Cool Weather Gardening
Homesteader Supply has a long list of cool weather gardening seeds. You can wait until the ground is ready to plant, and you can start some of your seeds indoors to get a jump start on the growing season. Seeds started six to eight weeks before the soil is ready for transplants gives you plenty of time for germination, transplanting into containers, and growth. You want your seedlings to be well developed without being root bound. Transplant shock is minimized when the roots aren’t too heavily disturbed.
Beets can be seeded a few weeks before your average last frost date. There are multiple seeds in each cluster so be sure to plant them at least two inches apart, and be ready to thin when the time comes.
Broccoli, Brussels sprouts, cabbage, cauliflower, Pac Choi, kale, lettuce, peas, radishes, spinach and turnip are cool weather plants. If a seed package says “sow as soon as the ground can be worked,” take that to heart. The ground can be worked when you squeeze a fistful of soil and it crumbles when you let go. If water drips from the soil or it forms a mud ball rather than crumbling it needs a bit more time to drain. Planting in soil that’s too wet can cause a loss of seeds by rotting in the cold soil, and by crusting. If the soil crusts as it dries the cotyledons will have a hard time breaking through. Better to wait a bit longer than lose seeds and have to replant.

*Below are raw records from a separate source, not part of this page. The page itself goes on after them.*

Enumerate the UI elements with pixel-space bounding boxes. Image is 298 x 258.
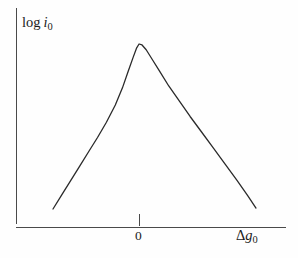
- y-axis-label-prefix: log: [22, 14, 41, 30]
- y-axis-label: logi0: [22, 15, 53, 32]
- x-axis-label: Δg0: [236, 228, 258, 245]
- y-axis-label-subscript: 0: [48, 21, 53, 32]
- x-axis-label-delta: Δ: [236, 227, 245, 243]
- figure-container: logi0 Δg0 0: [0, 0, 298, 258]
- volcano-curve: [53, 44, 256, 209]
- x-axis-label-symbol: g: [245, 227, 252, 243]
- x-tick-zero-label: 0: [135, 229, 142, 243]
- x-axis-label-subscript: 0: [253, 234, 258, 245]
- plot-canvas: [0, 0, 298, 258]
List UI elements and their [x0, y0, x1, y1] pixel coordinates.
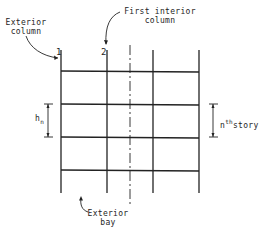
beam-line: [61, 170, 199, 171]
story-height-label: hn: [35, 114, 44, 126]
exterior-column-label: Exterior column: [4, 18, 48, 36]
exterior-bay-label-line1: Exterior: [86, 209, 130, 218]
exterior-column-label-line1: Exterior: [4, 18, 48, 27]
exterior-bay-label-line2: bay: [86, 218, 130, 227]
nth-story-label: nthstory: [220, 117, 259, 130]
leader-exterior-column: [26, 36, 58, 58]
nth-story-word: story: [233, 121, 259, 130]
first-interior-column-label-line2: column: [118, 16, 202, 25]
column-number-2: 2: [101, 48, 106, 57]
exterior-column-label-line2: column: [4, 27, 48, 36]
story-height-subscript: n: [40, 118, 44, 125]
first-interior-column-label-line1: First interior: [118, 7, 202, 16]
nth-story-superscript: th: [225, 118, 233, 125]
exterior-bay-label: Exterior bay: [86, 209, 130, 227]
column-number-1: 1: [56, 48, 61, 57]
first-interior-column-label: First interior column: [118, 7, 202, 25]
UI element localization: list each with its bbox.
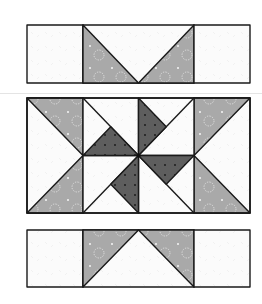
top-flying-geese xyxy=(83,25,194,83)
bottom-strip xyxy=(27,230,250,287)
top-strip xyxy=(27,25,250,83)
pinwheel-center xyxy=(83,98,194,213)
top-right-square xyxy=(194,25,250,83)
left-hourglass xyxy=(27,98,83,213)
top-left-square xyxy=(27,25,83,83)
quilt-diagram xyxy=(0,0,262,304)
bottom-right-square xyxy=(194,230,250,287)
bottom-left-square xyxy=(27,230,83,287)
center-row xyxy=(27,98,250,213)
right-hourglass xyxy=(194,98,250,213)
bottom-flying-geese xyxy=(83,230,194,287)
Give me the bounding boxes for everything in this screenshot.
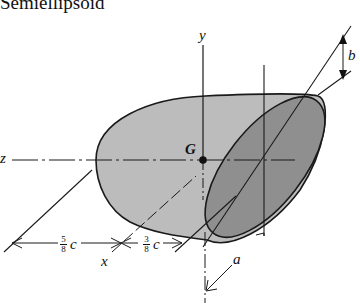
b-dimension-label: b	[348, 48, 356, 63]
centroid-label: G	[185, 142, 196, 157]
five-eighths-fraction: 58	[59, 235, 68, 254]
five-eighths-c-label: c	[70, 237, 77, 252]
semiellipsoid-diagram	[0, 0, 360, 303]
a-dimension-label: a	[233, 252, 241, 267]
z-axis-label: z	[0, 151, 6, 166]
x-axis-label: x	[101, 254, 108, 269]
three-eighths-fraction: 38	[142, 235, 151, 254]
y-axis-label: y	[199, 28, 206, 43]
centroid-point	[199, 156, 207, 164]
three-eighths-c-label: c	[153, 237, 160, 252]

Broccoli, Brussels sprouts, cabbage, cauliflower, Pac Choi and kale are great seeds to start indoors to have ready for transplanting. Cauliflower isn’t quite as cold hardy as the others in this list and should be started indoors for early spring transplanting. Start cauliflower seeds two to three weeks later than the others to give the ground more time to warm. When plants are stressed by cold or heat the heads might take on a pink to purple tinge.
Cool weather plants don’t have to be grown only in cool weather. When your peas are spent you can toss the plants into a compost bin, amend the soil, and plant again. You’ll want to time this so that plants blossom after the hottest part of summer. Most cool hardy plants won’t be affected by a light frost, and for some, like peas, a day under the late fall snow will be just fine.